Sunday 12 July 2009

The stupidity of mathematical predictions...

The world will hit a population of 9 billion from its current 6.5 Billion in 2050. This will largely be an older population which coupled with widespread environmental degradation will cause immense hardships in 2050.

Now this statement is absolutely factually correct but still stupid. It assumes that the world will suddenly wake up to this problem in 2050 and the issues will all come to roost in that year. The changes propsed in the piece are not going to be true one fine morning - they will instead build up from 2009 - 2050. And the homo sapiens will adapt to it and influence it in ways which may render the predictions completely false. This fact is completely ignored in predictions such as this one - which are mathematically built without considering the changes which would happen as a gradual build up of the facts being predicted in the INTERVENING period. And thats why they are stupid - they ignore the intervening period. And that is why all dire predictions made in the past about our today too have never come true.

Smaller Banks, Local Connect...

Reading through an article in the Economist which talks about how local, smaller, geographically spread banks serve populations better than large conglomerated banks -

"Governments in low-income countries should recognise the strategic importance of small, private domestic banks. They should also carry out some fundamental reforms. On the demand side of the equation, entrepreneurs in developing economies need to be able to signal more easily that they are creditworthy. Sustained efforts to improve credit and collateral registries offer large pay-offs. Credit registries enable first-time entrepreneurs to document their personal credit histories and share them with lenders. Collateral registries enable lenders to verify that assets such as property and vehicles have not already been pledged by the borrower to secure past loans. Transparent and efficient court procedures allow lenders to seize collateral in the event of loan defaults. "

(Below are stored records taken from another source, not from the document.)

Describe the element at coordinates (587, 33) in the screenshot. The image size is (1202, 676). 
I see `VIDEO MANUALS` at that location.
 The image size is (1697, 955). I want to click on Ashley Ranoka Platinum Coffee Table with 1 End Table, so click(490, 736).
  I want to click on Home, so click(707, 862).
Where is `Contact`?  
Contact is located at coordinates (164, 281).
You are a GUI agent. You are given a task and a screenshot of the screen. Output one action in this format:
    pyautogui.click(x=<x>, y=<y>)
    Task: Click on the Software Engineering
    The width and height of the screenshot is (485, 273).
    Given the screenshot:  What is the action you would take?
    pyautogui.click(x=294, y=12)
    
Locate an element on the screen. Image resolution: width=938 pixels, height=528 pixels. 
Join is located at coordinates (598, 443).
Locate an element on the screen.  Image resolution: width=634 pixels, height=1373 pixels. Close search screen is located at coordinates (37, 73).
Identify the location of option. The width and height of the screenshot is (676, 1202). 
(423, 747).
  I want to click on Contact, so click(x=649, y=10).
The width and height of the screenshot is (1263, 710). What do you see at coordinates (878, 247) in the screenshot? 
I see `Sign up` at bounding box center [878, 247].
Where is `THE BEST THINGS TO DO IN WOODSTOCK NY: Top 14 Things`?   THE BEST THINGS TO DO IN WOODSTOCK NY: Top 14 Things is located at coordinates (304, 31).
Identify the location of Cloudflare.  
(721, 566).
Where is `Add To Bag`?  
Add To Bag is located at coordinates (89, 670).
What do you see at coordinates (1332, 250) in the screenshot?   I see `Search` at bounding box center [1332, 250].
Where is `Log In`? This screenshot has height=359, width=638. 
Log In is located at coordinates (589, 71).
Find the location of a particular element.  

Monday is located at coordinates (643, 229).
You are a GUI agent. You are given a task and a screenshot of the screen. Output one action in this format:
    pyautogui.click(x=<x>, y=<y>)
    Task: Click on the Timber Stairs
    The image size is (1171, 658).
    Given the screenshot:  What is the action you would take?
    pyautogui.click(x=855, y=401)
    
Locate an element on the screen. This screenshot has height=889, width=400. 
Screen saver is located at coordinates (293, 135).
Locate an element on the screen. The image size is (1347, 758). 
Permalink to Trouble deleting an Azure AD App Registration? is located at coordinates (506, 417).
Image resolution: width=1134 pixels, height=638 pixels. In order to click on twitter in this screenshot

Really vouch for the second item on the list. Being able to show your credit worthiness is such an important part of the whole equation for that small farmer in rayalseema...What the article seems to miss is the whole online nature of banking transactions these days as it cites historical examples to support these points. But then again the spread and degree of comfort with online/mobile banking are entirely different matters where again the authors theory would stand ground...

Story-Link-http://www.economist.com/businessfinance/displaystory.cfm?story_id=13986299

Rein in the banks...Link Capital requirement norms to size of their books...

Well, the subject pretty much says everything I want to say in this article. Short point, as we seek the global recovery, need to have higher capital requirment norms for the banks. My humble suggestion would be to link the %age required to the size of the bank..i.e 4% if the size of your books is $1 Billion - 8% if its between $1 billion to $2 billion, 12% beyond $2 Billion etc... What say?